Professional Development : Your First Year :

Look on the Brighter Side

Build a classroom where the brighter side of human nature helps in the development of creative intelligence

As a new teacher, how can you develop your students' creative intelligence and provide activities that enable students to discover their innate abilities? Ironically, there are educators who do not seem to be interested in developing the unfulfilled potential of children. These educators create schools and classrooms where conformity and conventional thinking is enforced.

You can do your students no better service than to recognize what the author Alfie Kohn calls, "the brighter side of human nature." Your students are constantly bombarded with images of violence and negativity; creating a classroom where the brighter side of human nature can shine is a prerequisite for the development of creative intelligence. Here are some tips to keep in mind this year.

Make sure your classroom is a home for your students and reflects their many hopes and aspirations. After visiting many schools, I'm convinced that classrooms that are alive with student work, music, art and play are far more effective than classrooms that focus on the teacher's desk.
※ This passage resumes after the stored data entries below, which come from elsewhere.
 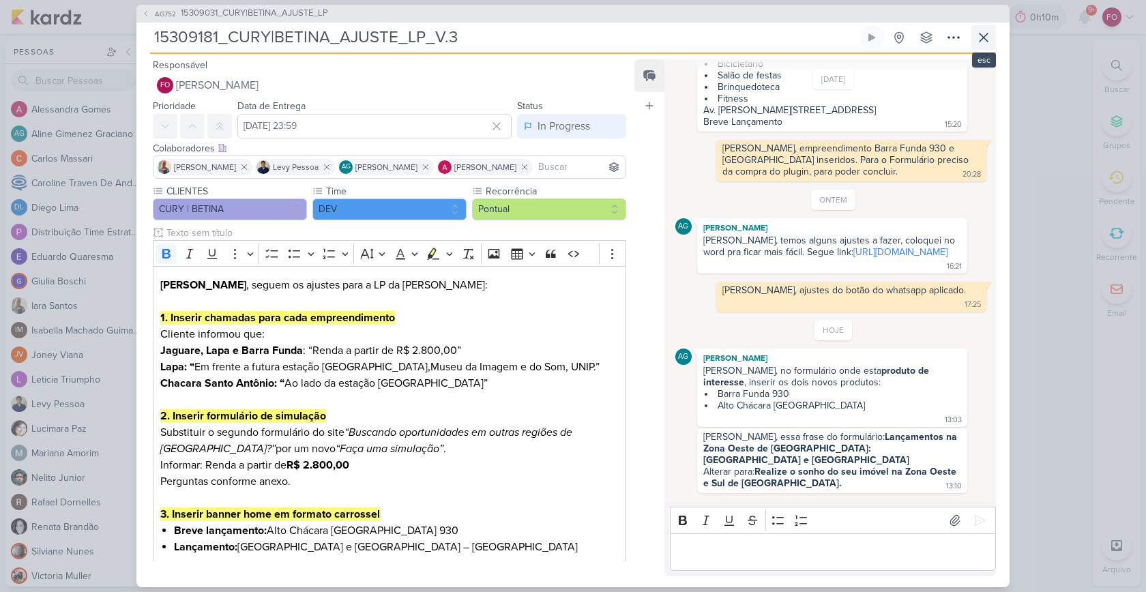 What do you see at coordinates (390, 482) in the screenshot?
I see `p: Perguntas conforme anexo.` at bounding box center [390, 482].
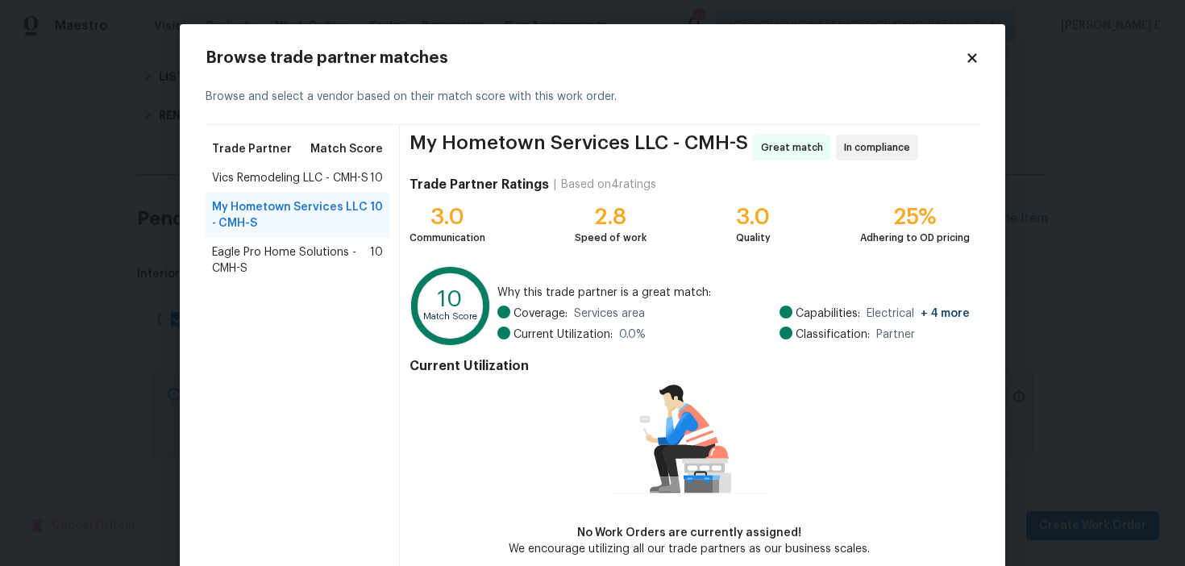  What do you see at coordinates (347, 149) in the screenshot?
I see `span: Match Score` at bounding box center [347, 149].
An effective classroom is one where every child has the opportunity to discover his or her own talents. It's important to set up rules of behavior in a classroom that provide for a mini-civil society and where bullying and sarcasm are treated as violations of the group's beliefs. I like to work one-on-one with students who demonstrate anti-social behaviors. I've found that if you scratch the surface of a bully you find an extremely vulnerable young person.
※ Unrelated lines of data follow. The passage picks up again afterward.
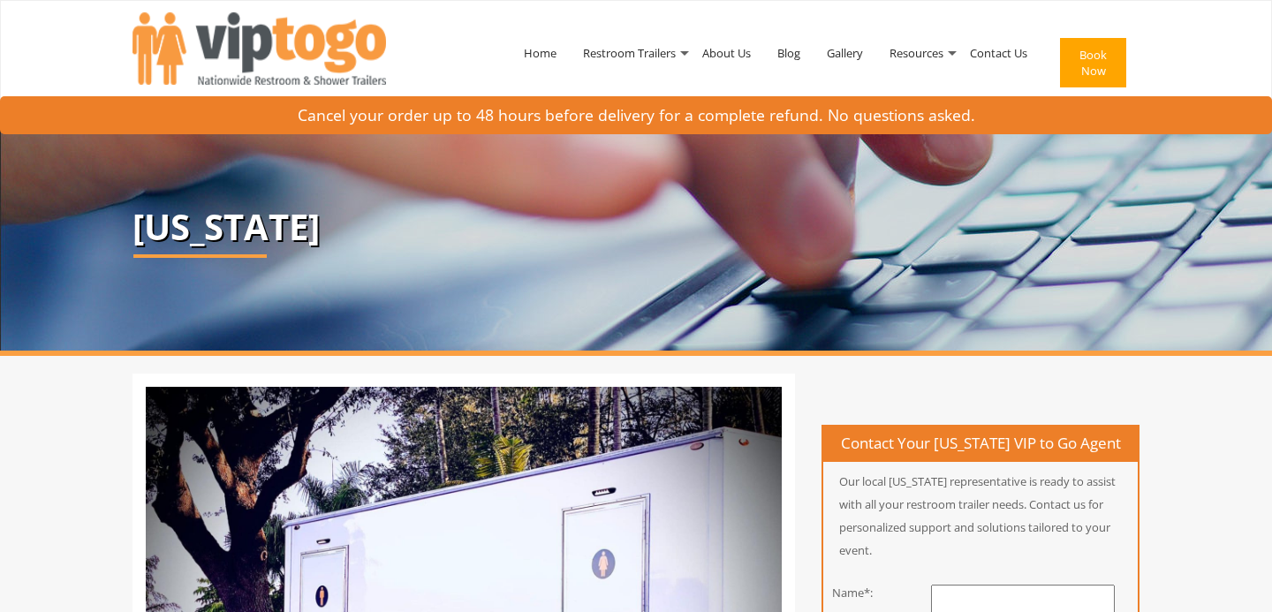 This screenshot has width=1272, height=612. Describe the element at coordinates (916, 53) in the screenshot. I see `a: Resources` at that location.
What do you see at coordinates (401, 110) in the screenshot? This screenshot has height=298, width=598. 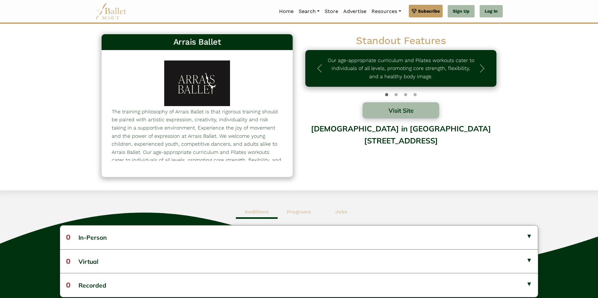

Treat each one of your students as an individual learner by providing multiple learning opportunities. Creative intelligence is like a river that overflows its banks. Some children learn to read for concepts by secluding themselves, other students learn to read for concepts through group discussion. What is key is that each student receive recognition for his or her achievements. That kind of reinforcement acts as a catalyst to the imagination and sparks the energy required for creative thinking.

As a first year teacher, you can build a community of learners that prizes individual achievement, treats each person with respect and is open to unconventional thinking. To create this type of classroom is an enormous public service in today's educational environment.


Peter W. Cookson, Jr. is the founder of TCinnovations and the Dean of the Graduate School of Education of Lewis & Clark College. He is also founder of the Center for Educational Outreach & Innovation at Teachers College.